Expression of Fas and Fas-ligand in donor hematopoietic stem and progenitor cells is dissociated from the sensitivity to apoptosis

Michal Pearl-Yafe, Esma S. Yolcu, Jerry Stein, Ofer Kaplan, Haval Shirwan, Isaac Yaniv, Nadir Askenasy*

*Corresponding author for this work

Research output: Contribution to journalArticlepeer-review

28 Scopus citations

Abstract

Objective: The interaction between the Fas receptor and its cognate ligand (FasL) has been implicated in the mutual suppression of donor and host hematopoietic cells after transplantation.
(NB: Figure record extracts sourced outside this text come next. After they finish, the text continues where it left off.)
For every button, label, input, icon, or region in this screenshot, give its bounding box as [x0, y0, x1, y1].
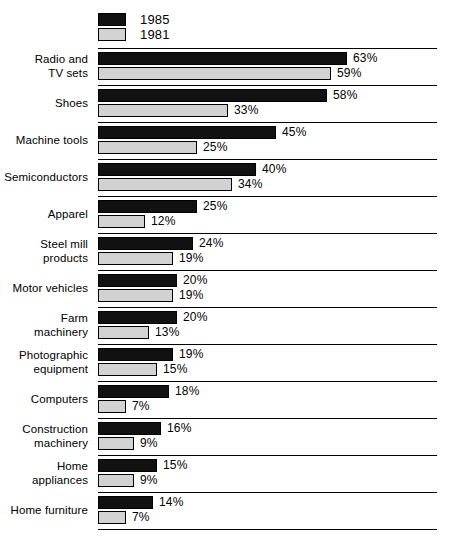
row-separator [98, 122, 437, 123]
bar-group: 25%12% [98, 200, 452, 230]
bar-line-1985: 15% [98, 459, 452, 472]
bar-value-label: 45% [282, 126, 307, 139]
chart-row: Apparel25%12% [0, 196, 452, 233]
bar-line-1985: 63% [98, 52, 452, 65]
chart-row: Machine tools45%25% [0, 122, 452, 159]
bar-value-label: 14% [159, 496, 184, 509]
bar-group: 24%19% [98, 237, 452, 267]
category-label: Apparel [0, 196, 88, 233]
bar-1981 [98, 289, 173, 302]
chart-legend: 1985 1981 [98, 12, 298, 42]
row-separator [98, 381, 437, 382]
bar-group: 16%9% [98, 422, 452, 452]
bar-1985 [98, 200, 197, 213]
bar-value-label: 12% [151, 215, 176, 228]
bar-value-label: 58% [333, 89, 358, 102]
bar-value-label: 19% [179, 289, 204, 302]
legend-label-1985: 1985 [140, 12, 170, 27]
category-label: Shoes [0, 85, 88, 122]
bar-1985 [98, 385, 169, 398]
bar-line-1981: 7% [98, 511, 452, 524]
row-separator [98, 307, 437, 308]
chart-row: Shoes58%33% [0, 85, 452, 122]
bar-value-label: 15% [163, 363, 188, 376]
bar-value-label: 59% [337, 67, 362, 80]
bar-group: 14%7% [98, 496, 452, 526]
bar-line-1981: 12% [98, 215, 452, 228]
category-label: Farm machinery [0, 307, 88, 344]
bar-value-label: 24% [199, 237, 224, 250]
legend-label-1981: 1981 [140, 27, 170, 42]
bar-1985 [98, 52, 347, 65]
bar-value-label: 20% [183, 274, 208, 287]
bar-1981 [98, 178, 232, 191]
bar-value-label: 33% [234, 104, 259, 117]
bar-value-label: 16% [167, 422, 192, 435]
bar-1981 [98, 363, 157, 376]
bar-value-label: 9% [140, 474, 158, 487]
chart-row: Home appliances15%9% [0, 455, 452, 492]
bar-line-1985: 20% [98, 311, 452, 324]
row-separator [98, 159, 437, 160]
chart-plot-area: Radio and TV sets63%59%Shoes58%33%Machin… [0, 48, 452, 530]
row-separator [98, 418, 437, 419]
chart-row: Semiconductors40%34% [0, 159, 452, 196]
bar-value-label: 25% [203, 141, 228, 154]
category-label: Home appliances [0, 455, 88, 492]
bar-1985 [98, 126, 276, 139]
bar-chart: 1985 1981 Radio and TV sets63%59%Shoes58… [0, 0, 452, 546]
bar-1981 [98, 252, 173, 265]
bar-group: 45%25% [98, 126, 452, 156]
bar-line-1985: 18% [98, 385, 452, 398]
category-label: Home furniture [0, 492, 88, 529]
chart-row: Construction machinery16%9% [0, 418, 452, 455]
legend-item-1985: 1985 [98, 12, 298, 27]
legend-item-1981: 1981 [98, 27, 298, 42]
bar-group: 18%7% [98, 385, 452, 415]
chart-row: Home furniture14%7% [0, 492, 452, 529]
bar-value-label: 25% [203, 200, 228, 213]
row-separator [98, 196, 437, 197]
bar-value-label: 18% [175, 385, 200, 398]
bar-line-1985: 24% [98, 237, 452, 250]
bar-1981 [98, 215, 145, 228]
bar-line-1981: 34% [98, 178, 452, 191]
bar-1985 [98, 422, 161, 435]
chart-row: Motor vehicles20%19% [0, 270, 452, 307]
bar-line-1981: 7% [98, 400, 452, 413]
category-label: Motor vehicles [0, 270, 88, 307]
bar-1981 [98, 326, 149, 339]
bar-value-label: 13% [155, 326, 180, 339]
bar-line-1985: 45% [98, 126, 452, 139]
bar-line-1985: 25% [98, 200, 452, 213]
bar-value-label: 7% [132, 511, 150, 524]
bar-value-label: 19% [179, 252, 204, 265]
legend-swatch-1985-icon [98, 13, 126, 26]
bar-1981 [98, 511, 126, 524]
row-separator [98, 270, 437, 271]
bar-1985 [98, 311, 177, 324]
bar-line-1981: 19% [98, 252, 452, 265]
bar-line-1985: 20% [98, 274, 452, 287]
bar-1981 [98, 400, 126, 413]
bar-group: 58%33% [98, 89, 452, 119]
bar-group: 20%13% [98, 311, 452, 341]
chart-row: Radio and TV sets63%59% [0, 48, 452, 85]
bar-group: 20%19% [98, 274, 452, 304]
bar-line-1981: 9% [98, 437, 452, 450]
row-separator [98, 48, 437, 49]
legend-swatch-1981-icon [98, 28, 126, 41]
row-separator [98, 492, 437, 493]
bar-value-label: 15% [163, 459, 188, 472]
bar-1985 [98, 348, 173, 361]
bar-group: 15%9% [98, 459, 452, 489]
bar-value-label: 34% [238, 178, 263, 191]
bar-value-label: 7% [132, 400, 150, 413]
bar-line-1985: 40% [98, 163, 452, 176]
chart-row: Photographic equipment19%15% [0, 344, 452, 381]
bar-line-1981: 25% [98, 141, 452, 154]
bar-line-1985: 16% [98, 422, 452, 435]
row-separator [98, 85, 437, 86]
bar-1985 [98, 89, 327, 102]
bar-value-label: 20% [183, 311, 208, 324]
Following the observation of deficient early engraftment of Fas and FasL-defective donor cells and recipients, we determined the role of the Fas-FasL interaction. Methods: Donor cells were recovered after syngeneic (CD45.1→CD45.2) transplants from various organs and assessed for expression of Fas/FasL in reference to lineage markers, carboxyfluorescein succinimidyl ester dilution, Sca-1 and c-kit expression. Naïve and bone marrow-homed cells were challenged for apoptosis ex vivo. Results: The Fas receptor and ligand were markedly upregulated to 40% to 60% (p < 0.001 vs 5-10% in naïve cells) within 2 days after syngeneic transplantation, while residual host cells displayed modest and delayed upregulation of these molecules (∼10%). All lin-Sca+c-kit+ cells were Fas+FasL+, including 95% of Sca-1+ and 30% of c-kit+ cells. Fas and FasL expression varied in donor cells that homed to bone marrow, spleen, liver and lung, and was induced by interaction with the stroma, irradiation, cell cycling, and differentiation. Bone marrow-homed donor cells challenged with supralethal doses of FasL were insensitive to apoptosis (3.2% ± 1% vs 38% ± 5% in naïve bone marrow cells), and engraftment was not affected by pretransplantation exposure of donor cells to an apoptotic challenge with FasL. Conclusion: There was no evidence of Fas-mediated suppression of donor and host cell activity after transplantation. Resistance to Fas-mediated apoptosis evolves as a functional characteristic of hematopoietic reconstituting stem and progenitor cells, providing them competitive engraftment advantage over committed progenitors.

Original languageEnglish
Pages (from-to)1601-1612
Number of pages12
JournalExperimental Hematology
Volume35
Issue number10
DOIs
StatePublished - Oct 2007
Externally publishedYes

Funding

FundersFunder number
National Institutes of Health
National Institute of Allergy and Infectious DiseasesR01AI047864
National Institute of Diabetes and Digestive and Kidney DiseasesR21DK061333
American Heart Association0120396B
Juvenile Diabetes Research Foundation United States of America5-2005-1102
United States-Israel Binational Science Foundation2003276

    Fingerprint

    Dive into the research topics of 'Expression of Fas and Fas-ligand in donor hematopoietic stem and progenitor cells is dissociated from the sensitivity to apoptosis'. Together they form a unique fingerprint.